A job may be broadly defined as any activity which one is paid to perform. If an employer is a taxpayer supported entity certainly we must insist that such activities be worthwhile, productive, and in some way must contribute to the common good. Since we are constantly surrounded with important dormant activity possibilities finding one half of the requirement for job production is not a problem. Revenue to provide payment - the second requirement - is the vital challenge.

But the Obama stimulus package started with this overwhelming challenge already resolved. The dollars have been there since the date of passage of the Recovery Act. Why then do the Washington bureaucrats find it so difficult to create jobs?

Immediately, tomorrow morning: ninety per cent of the schools in America could gainfully employ an entry-level contingent of Classroom Aides, Family Liaison Workers, Janitorial Assistants, Health Information Aides, Assistant Coaches. In every poor community there is an ample supply of bright individuals who, with a minimum amount of orientation, could ease the pressures on the teaching personnel and improve the quality of education.
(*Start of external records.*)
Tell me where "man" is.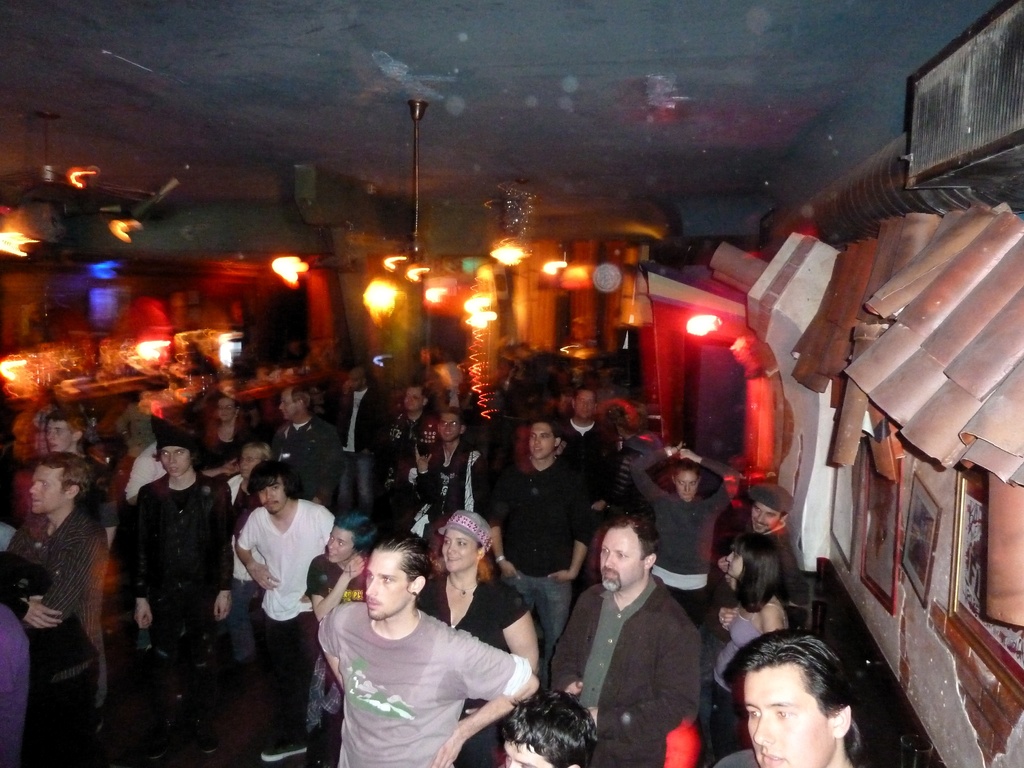
"man" is at [left=268, top=383, right=346, bottom=506].
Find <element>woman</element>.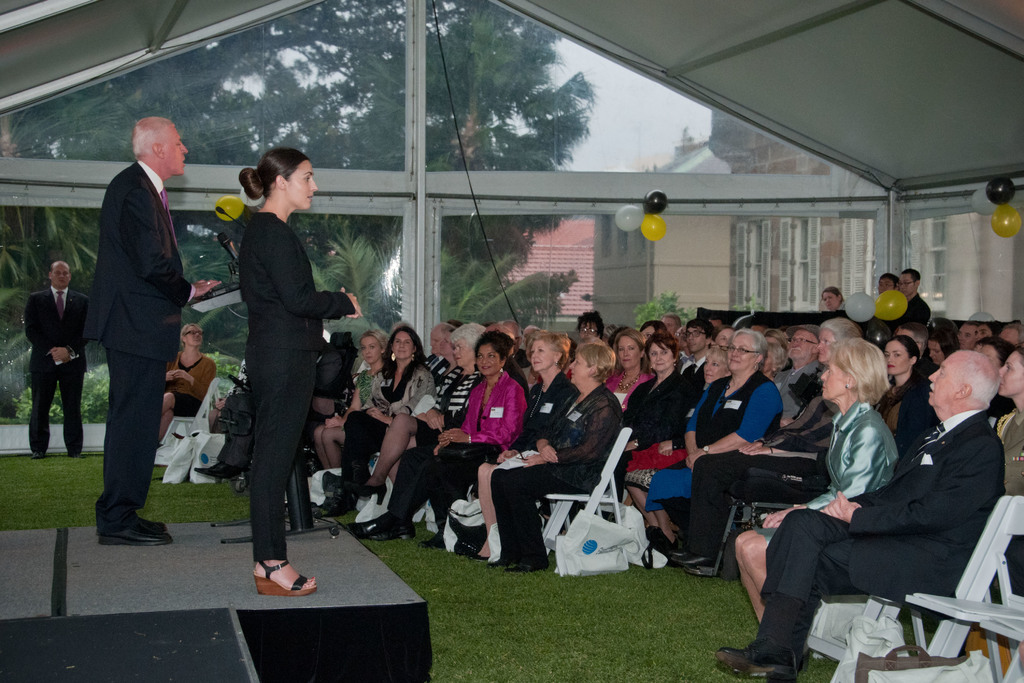
locate(605, 321, 648, 395).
The fact that these kinds of jobs can only be financed for a year or two is not an acceptable excuse. Well-documented programs show that large numbers of entry level workers can be jump-started onto a course that leads them to seek upward mobility through education or inspire them to search out higher paying jobs. In 1967, as a result of a mandate of the Johnson War on Poverty, Local Education Agencies receiving federal funds were forced to work in collaboration with the designated local anti-poverty agencies. Under the leadership of Mayor John Lindsay sixteen thousand "paraprofessionals" were hired by the New York City school system and paid with federal community action funds.

When Congress began siphoning off the funding for this group, the "system" and the "union" united and found ways to retain most of them. Teaching scholarships encouraged upward career mobility; assistance with Civil Service Tests helped to place many in permanent clerical positions; and a large portion of these community based school workers benefited from the establishment of new merit based positions related to education. The United Federation of Teachers has a special division consisting of several thousand of these special workers.

Through a slower process but covering more enrollees over a longer period of time the Head Start Programs have moved unemployed parents through a similar upward mobility process. Some Head Start pioneers have even succeeded in high-level political careers. Wages that helped to produce better prepared primary school students also produced better-fed families.

The second job creation recommendation involves using the tax code, which is a vehicle usually reserved for large corporations. Large numbers of low-income workers who rapidly recycle their wages back into the economy should no longer be neglected or ignored. A long-standing symbiotic relationship between home-care personnel and parents - mostly women - working in medical, academia and middle management positions must be understood better. Teaching and nursing shortages can be ended if the cost of childcare can be made more reasonable.

The proposition: Allow families with children to operate as small businesses and deduct the cost spent on home-care personnel as a business expense. As the demand rises for the better-educated workers, parent caretakers would be encouraged to reenter the workforce without the unfair hardships of financing childcare. A large body of low-income heads of households would be reemployed as home nurses and maids, etc. A valuable by-product would be the development of a higher quality, better paid and better trained home-care workforce. To be eligible employing parents must pay no less than the federal minimum wage plus social security, workers compensation, etc. Health care coverage would not be required but instead made available through some government-subsidized arrangement.

Contracting with service agencies would be permitted. Unionization and collective bargaining would be open possibilities for home care workers. Payment to assist with specialist training and education could be negotiated.

In the end this job creation program would also produce the valuable by-product of a more nurturing environment for a segment of the nation's children.

Implementation of both of these programs would be relatively simple. Thousands of workers could be in place by the end of this year.